Every November, when local, presidential, or mid-term, elections roll around in US, there would always be colleagues chatting with me: "You Chinese still can't vote, can you?" I couldn't disagree with them, say 18 years ago, but things slowly changed back home. In the last several years, I started comparing the election systems between China and G7 countries. It is really hard to say which group of people have more freedom to choose their leaders these days, at least on paper.
Chinese are able to elect their local representatives, who go on to elect higher level officials, who go on to elect leaders in the central government. Guess what, Canadians get to elect local member of parliaments, and those Member of Parliaments go on to elect the Prime Minister who is the leader of the party that wins most seats in the parliament. The system works not much differently from China. Take the similar comparison around G7 countries, one would see pretty much the same degree of freedom, give or take.
By its constitution, China has a communist party that is outside and above the election.
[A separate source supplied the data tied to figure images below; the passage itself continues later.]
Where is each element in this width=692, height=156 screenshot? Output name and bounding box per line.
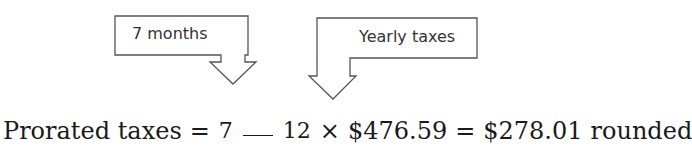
equation-lhs: Prorated taxes <box>3 117 182 145</box>
times-sign: × <box>320 117 340 145</box>
fraction-denominator: 12 <box>280 120 314 142</box>
result-amount: $278.01 <box>483 117 582 145</box>
fraction-bar <box>243 135 273 136</box>
yearly-amount: $476.59 <box>348 117 447 145</box>
proration-equation: Prorated taxes = 7 12 × $476.59 = $278.0… <box>3 106 692 156</box>
fraction-numerator: 7 <box>216 120 236 142</box>
callout-7-months-label: 7 months <box>132 24 208 43</box>
fraction: 7 12 <box>216 120 314 142</box>
equals-sign: = <box>190 117 210 145</box>
result-suffix: rounded <box>591 117 692 145</box>
equals-sign-2: = <box>455 117 475 145</box>
callout-yearly-taxes-label: Yearly taxes <box>359 27 455 46</box>
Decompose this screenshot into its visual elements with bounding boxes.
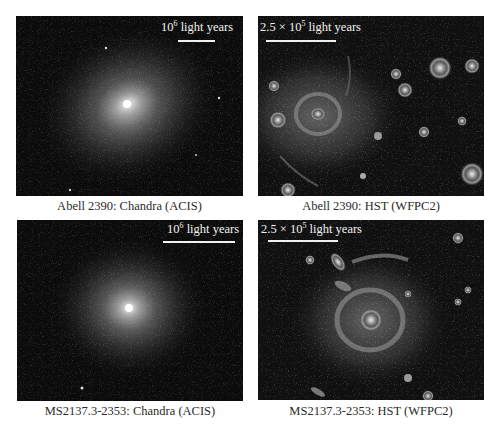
image-abell2390-chandra: 106 light years (16, 16, 243, 196)
caption-abell2390-chandra: Abell 2390: Chandra (ACIS) (16, 199, 243, 214)
scale-bar-line (163, 241, 235, 243)
caption-abell2390-hst: Abell 2390: HST (WFPC2) (258, 199, 484, 214)
scale-bar-label: 106 light years (167, 221, 239, 237)
scale-bar-line (266, 40, 336, 42)
scale-bar-line (268, 240, 338, 242)
image-abell2390-hst: 2.5 × 105 light years (258, 16, 484, 196)
optical-galaxy-field (258, 220, 484, 400)
xray-cluster-emission (16, 16, 243, 196)
scale-bar-label: 106 light years (161, 19, 233, 35)
image-ms2137-chandra: 106 light years (17, 220, 243, 401)
optical-galaxy-field (258, 16, 484, 196)
scale-bar-label: 2.5 × 105 light years (260, 19, 361, 35)
scale-bar-line (178, 40, 215, 42)
image-ms2137-hst: 2.5 × 105 light years (258, 220, 484, 400)
xray-cluster-emission (17, 220, 243, 401)
caption-ms2137-hst: MS2137.3-2353: HST (WFPC2) (258, 404, 484, 419)
scale-bar-label: 2.5 × 105 light years (261, 221, 362, 237)
caption-ms2137-chandra: MS2137.3-2353: Chandra (ACIS) (17, 404, 243, 419)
Britain and Japan has royal families who do not go through election process either. In addition, Canada and Australia have governor-generals along with the British crown that rule them all, and do not even remotely go through the election process. France also has president and Prime Minister just like China… I am not a politician and I don't understand French. At the end of the day, when I am not on the job and arrive at home, all I know is that casting a vote in China has pretty much the same effect as casting a vote in G7 countries. Does my vote affect job creation, standard of living, economy, or even the gas price? Hardly. And let's don't bring up the "Olympic group competition for political leadership" again.
But democracy in the West is mature, well known and well branded. My friends and relatives back in China would tell me from time to time, "it's good that there are democratic countries out there in the West. They almost serve as opposition parties for China, since we don't have one". I said "OK", thinking, "you actually have poor and rich sectors in the Communist Party now, that is good for different opinions, like having Democrats and Republicans". But who wants to dash the hope of those people wishing democracy will bring them better days ahead. My folks back in China would sometimes tell me "We don't trust the media, because they always tell us what the government wants them to say". They sometimes point out: "Look at all these corruptions going on in" this or that city, this or that province. Again, I didn't want to dash their high expectation for a true democratic society, but I know the governor of New York or the mayor of Detroit also got into scandals, and I have watched "fleecing of America" regularly, heard complaints about abuses of power higher up all the way to Nixon, Bush and Cheney. The difference is: people in the West believe corruptions were not caused by their government, but people in China believe corruptions were planned and carried out by their government. Objectively, I say "no comment" to either case, as a journalist.
The differences between media in China and in the West these days are: people in China believe they are brain-washed when it comes to media; People in the democratic West can't believe they are brain-washed. One media has progressed upward and the other one is heading downward in terms of openness and objectivity. It is like warm air merging with cold air in the environment of globalization. Hot air gets colder, cold air gets warmer. It is just the force of nature.
When it comes to reporting China, Western media organizations have been the opposite of "free", "objective" and "unbiased". I say that in the views of Chinese like me, born in China then lived more than twice longer than "7 years in Tibet" both in the East and in the West. The righteousness of Western media are so overbearing and well disguised, it makes Joseph Goebbels look like a pupil in the ever advancing science of propaganda and public relations.
For years and years, I kept on reading the word "Taiwan" immediately followed by "a renegade province regarded by China, which should be taken by force if necessary". OK, I got it, I got it, I got it. I asked my English teacher whether repetition was considered a grammatical mistake in English too, like it is in Chinese. He said "yes". Apparently the highly trained and highly capable journalists in Western media organizations like CNN are not afraid of making elementary school level mistakes when talking about China. Or is it because they do not have much more to say about the island of Taiwan and resorted to plagiarism among colleagues to degrade the profession of journalism into a "trade of meeting the challenge of filling blank spaces".